But what means that sudden commotion—that loud shrill cheering? The mob is seen to part right and left, the rebel sepoys fling their caps in the air and wave their muskets excitedly as a body of fine, well-set-up men, fierce of aspect, turbaned, and clad in drab uniforms, marches into the courtyard of the fort. Though no word of command is given, the fresh arrivals there halt, fall out, and at once begin to fraternize with the mutineers. Behind the tall men appear a score of much smaller figures, clothed in the same uniform, and these shout and gesticulate more wildly than any.
“The Guides!” gasps Lieutenant Leigh.
“Traitors, by George!” thunders Major Munro, with intense and vehement bitterness. “Traitors!”
A long pause followed. The Britons gazed upon one another with blank, haggard faces. The whole Indian Empire was tumbling down, and none was loyal! Until this moment not a man amongst them but had known some ray of hope, however feeble.
“Are they truly the Guides?” asked one. “Who, then, are the little beggars?” pointing to the rearmost.
“Gurkhas of the Guide Corps,” answered Leigh, no less bitterly. “And their officers have always maintained that Gurkhas can be trusted when all others fail. Well, we live and learn.”
“Aye, we learn,—but not the other,” was Munro’s grim aside.
Momentarily forgetting their predicament, Ted stared with great interest at the short figures and Tartar laces that grinned in fiendish anticipation; for his father had often spoken in terms of the highest praise of these reputedly fearless Himalayan mountaineers, against whom he had fought, and whom he had afterwards led.
“Well, if those are Gurkhas, I don’t think much of ’em,” said the ensign, his critical spirit asserting itself even at this crisis. “Our seventy Rajputs could tackle a hundred of them.”
As for Faiz Talab, his eyes seemed to be starting from his head.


--- TASK TO CARRY OUT ---
Could the data below be printed out exactly, with the pictures left out?

--- SOURCE RECORDS ---
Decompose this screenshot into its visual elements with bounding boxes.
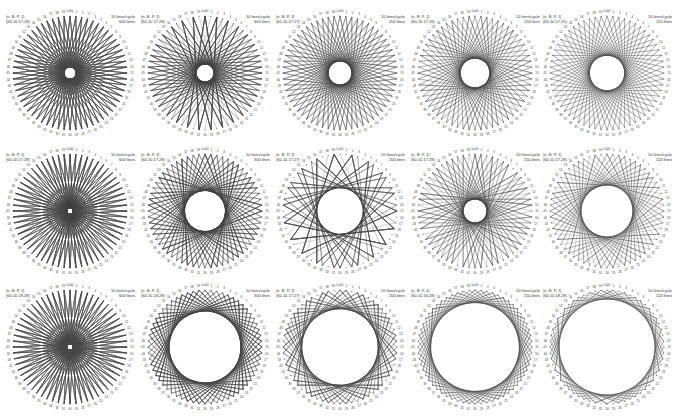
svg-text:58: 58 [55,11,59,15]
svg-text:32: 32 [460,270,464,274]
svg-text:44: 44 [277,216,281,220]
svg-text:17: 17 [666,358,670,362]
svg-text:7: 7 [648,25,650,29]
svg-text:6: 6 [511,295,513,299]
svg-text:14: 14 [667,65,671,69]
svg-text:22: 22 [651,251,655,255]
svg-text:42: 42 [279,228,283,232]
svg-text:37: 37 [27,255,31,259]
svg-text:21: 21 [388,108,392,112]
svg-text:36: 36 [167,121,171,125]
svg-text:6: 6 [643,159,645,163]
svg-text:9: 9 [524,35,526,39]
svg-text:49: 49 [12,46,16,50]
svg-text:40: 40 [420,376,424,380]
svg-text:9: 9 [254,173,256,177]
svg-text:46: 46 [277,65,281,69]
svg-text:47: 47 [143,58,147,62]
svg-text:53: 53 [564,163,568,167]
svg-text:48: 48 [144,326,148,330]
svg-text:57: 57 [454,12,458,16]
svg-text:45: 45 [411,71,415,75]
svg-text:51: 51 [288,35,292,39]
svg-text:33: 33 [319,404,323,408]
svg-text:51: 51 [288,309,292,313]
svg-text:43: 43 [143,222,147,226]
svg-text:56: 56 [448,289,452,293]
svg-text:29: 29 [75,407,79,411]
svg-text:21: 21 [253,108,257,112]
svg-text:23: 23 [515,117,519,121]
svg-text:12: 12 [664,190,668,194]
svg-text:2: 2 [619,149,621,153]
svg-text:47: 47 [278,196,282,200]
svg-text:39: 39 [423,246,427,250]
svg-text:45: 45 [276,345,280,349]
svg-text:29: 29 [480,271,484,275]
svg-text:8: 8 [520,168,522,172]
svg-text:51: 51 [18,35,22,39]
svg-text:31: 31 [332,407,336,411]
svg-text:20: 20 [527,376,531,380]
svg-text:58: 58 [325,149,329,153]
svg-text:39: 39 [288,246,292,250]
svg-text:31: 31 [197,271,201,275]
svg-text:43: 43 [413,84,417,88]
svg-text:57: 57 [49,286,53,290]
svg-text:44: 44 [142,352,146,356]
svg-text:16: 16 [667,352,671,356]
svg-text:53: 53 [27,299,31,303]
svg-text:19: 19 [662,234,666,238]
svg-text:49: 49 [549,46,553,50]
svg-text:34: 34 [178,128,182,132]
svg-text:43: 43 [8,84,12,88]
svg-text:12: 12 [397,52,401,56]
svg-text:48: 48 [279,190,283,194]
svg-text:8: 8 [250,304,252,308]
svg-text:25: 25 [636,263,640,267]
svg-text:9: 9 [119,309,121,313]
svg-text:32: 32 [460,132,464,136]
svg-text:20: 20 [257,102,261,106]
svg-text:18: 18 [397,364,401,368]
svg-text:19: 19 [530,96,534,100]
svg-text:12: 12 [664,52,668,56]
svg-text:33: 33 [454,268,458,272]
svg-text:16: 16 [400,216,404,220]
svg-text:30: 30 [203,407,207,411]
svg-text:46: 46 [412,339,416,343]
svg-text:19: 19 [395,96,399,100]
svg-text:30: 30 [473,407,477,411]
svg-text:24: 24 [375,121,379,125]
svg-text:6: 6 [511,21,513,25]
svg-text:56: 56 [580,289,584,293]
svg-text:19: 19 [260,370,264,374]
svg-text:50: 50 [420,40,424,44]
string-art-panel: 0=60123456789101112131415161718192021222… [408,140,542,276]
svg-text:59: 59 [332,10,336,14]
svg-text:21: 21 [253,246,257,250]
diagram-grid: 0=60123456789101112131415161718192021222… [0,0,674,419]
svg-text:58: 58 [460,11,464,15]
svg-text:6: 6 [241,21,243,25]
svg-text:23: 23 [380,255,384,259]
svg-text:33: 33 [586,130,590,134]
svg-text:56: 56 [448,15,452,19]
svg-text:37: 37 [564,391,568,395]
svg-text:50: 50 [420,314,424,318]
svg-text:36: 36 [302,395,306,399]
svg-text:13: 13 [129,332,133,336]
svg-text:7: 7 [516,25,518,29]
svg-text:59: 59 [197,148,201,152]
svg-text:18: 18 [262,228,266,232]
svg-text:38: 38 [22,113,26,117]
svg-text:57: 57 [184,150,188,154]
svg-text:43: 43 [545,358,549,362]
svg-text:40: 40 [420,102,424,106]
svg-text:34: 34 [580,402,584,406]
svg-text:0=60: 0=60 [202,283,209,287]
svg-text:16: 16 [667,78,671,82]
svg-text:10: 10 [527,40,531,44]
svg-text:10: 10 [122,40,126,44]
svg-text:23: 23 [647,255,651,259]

--- RESPONSE AREA ---
Decompose this screenshot into its visual elements with bounding boxes.
svg-text:58: 58 [55,11,59,15]
svg-text:32: 32 [460,270,464,274]
svg-text:44: 44 [277,216,281,220]
svg-text:17: 17 [666,358,670,362]
svg-text:7: 7 [648,25,650,29]
svg-text:6: 6 [511,295,513,299]
svg-text:14: 14 [667,65,671,69]
svg-text:22: 22 [651,251,655,255]
svg-text:42: 42 [279,228,283,232]
svg-text:37: 37 [27,255,31,259]
svg-text:21: 21 [388,108,392,112]
svg-text:36: 36 [167,121,171,125]
svg-text:6: 6 [643,159,645,163]
svg-text:9: 9 [524,35,526,39]
svg-text:49: 49 [12,46,16,50]
svg-text:40: 40 [420,376,424,380]
svg-text:9: 9 [254,173,256,177]
svg-text:46: 46 [277,65,281,69]
svg-text:47: 47 [143,58,147,62]
svg-text:53: 53 [564,163,568,167]
svg-text:48: 48 [144,326,148,330]
svg-text:57: 57 [454,12,458,16]
svg-text:45: 45 [411,71,415,75]
svg-text:51: 51 [288,35,292,39]
svg-text:33: 33 [319,404,323,408]
svg-text:51: 51 [288,309,292,313]
svg-text:43: 43 [143,222,147,226]
svg-text:56: 56 [448,289,452,293]
svg-text:29: 29 [75,407,79,411]
svg-text:21: 21 [253,108,257,112]
svg-text:23: 23 [515,117,519,121]
svg-text:12: 12 [664,190,668,194]
svg-text:2: 2 [619,149,621,153]
svg-text:47: 47 [278,196,282,200]
svg-text:39: 39 [423,246,427,250]
svg-text:45: 45 [276,345,280,349]
svg-text:29: 29 [480,271,484,275]
svg-text:8: 8 [520,168,522,172]
svg-text:51: 51 [18,35,22,39]
svg-text:31: 31 [332,407,336,411]
svg-text:20: 20 [527,376,531,380]
svg-text:58: 58 [325,149,329,153]
svg-text:39: 39 [288,246,292,250]
svg-text:31: 31 [197,271,201,275]
svg-text:43: 43 [413,84,417,88]
svg-text:57: 57 [49,286,53,290]
svg-text:44: 44 [142,352,146,356]
svg-text:16: 16 [667,352,671,356]
svg-text:53: 53 [27,299,31,303]
svg-text:19: 19 [662,234,666,238]
svg-text:49: 49 [549,46,553,50]
svg-text:34: 34 [178,128,182,132]
svg-text:43: 43 [8,84,12,88]
svg-text:12: 12 [397,52,401,56]
svg-text:48: 48 [279,190,283,194]
svg-text:8: 8 [250,304,252,308]
svg-text:25: 25 [636,263,640,267]
svg-text:9: 9 [119,309,121,313]
svg-text:32: 32 [460,132,464,136]
svg-text:20: 20 [257,102,261,106]
svg-text:18: 18 [397,364,401,368]
svg-text:19: 19 [530,96,534,100]
svg-text:12: 12 [664,52,668,56]
svg-text:33: 33 [454,268,458,272]
svg-text:16: 16 [400,216,404,220]
svg-text:30: 30 [203,407,207,411]
svg-text:46: 46 [412,339,416,343]
svg-text:19: 19 [395,96,399,100]
svg-text:30: 30 [473,407,477,411]
svg-text:24: 24 [375,121,379,125]
svg-text:6: 6 [511,21,513,25]
svg-text:56: 56 [580,289,584,293]
svg-text:19: 19 [260,370,264,374]
svg-text:50: 50 [420,40,424,44]
string-art-panel: 0=60123456789101112131415161718192021222… [408,140,542,276]
svg-text:59: 59 [332,10,336,14]
svg-text:21: 21 [253,246,257,250]
diagram-grid: 0=60123456789101112131415161718192021222… [0,0,674,419]
svg-text:58: 58 [460,11,464,15]
svg-text:6: 6 [241,21,243,25]
svg-text:23: 23 [380,255,384,259]
svg-text:33: 33 [586,130,590,134]
svg-text:56: 56 [448,15,452,19]
svg-text:37: 37 [564,391,568,395]
svg-text:50: 50 [420,314,424,318]
svg-text:36: 36 [302,395,306,399]
svg-text:13: 13 [129,332,133,336]
svg-text:7: 7 [516,25,518,29]
svg-text:59: 59 [197,148,201,152]
svg-text:18: 18 [262,228,266,232]
svg-text:38: 38 [22,113,26,117]
svg-text:57: 57 [184,150,188,154]
svg-text:43: 43 [545,358,549,362]
svg-text:40: 40 [420,102,424,106]
svg-text:34: 34 [580,402,584,406]
svg-text:0=60: 0=60 [202,283,209,287]
svg-text:16: 16 [667,78,671,82]
svg-text:10: 10 [527,40,531,44]
svg-text:10: 10 [122,40,126,44]
svg-text:23: 23 [647,255,651,259]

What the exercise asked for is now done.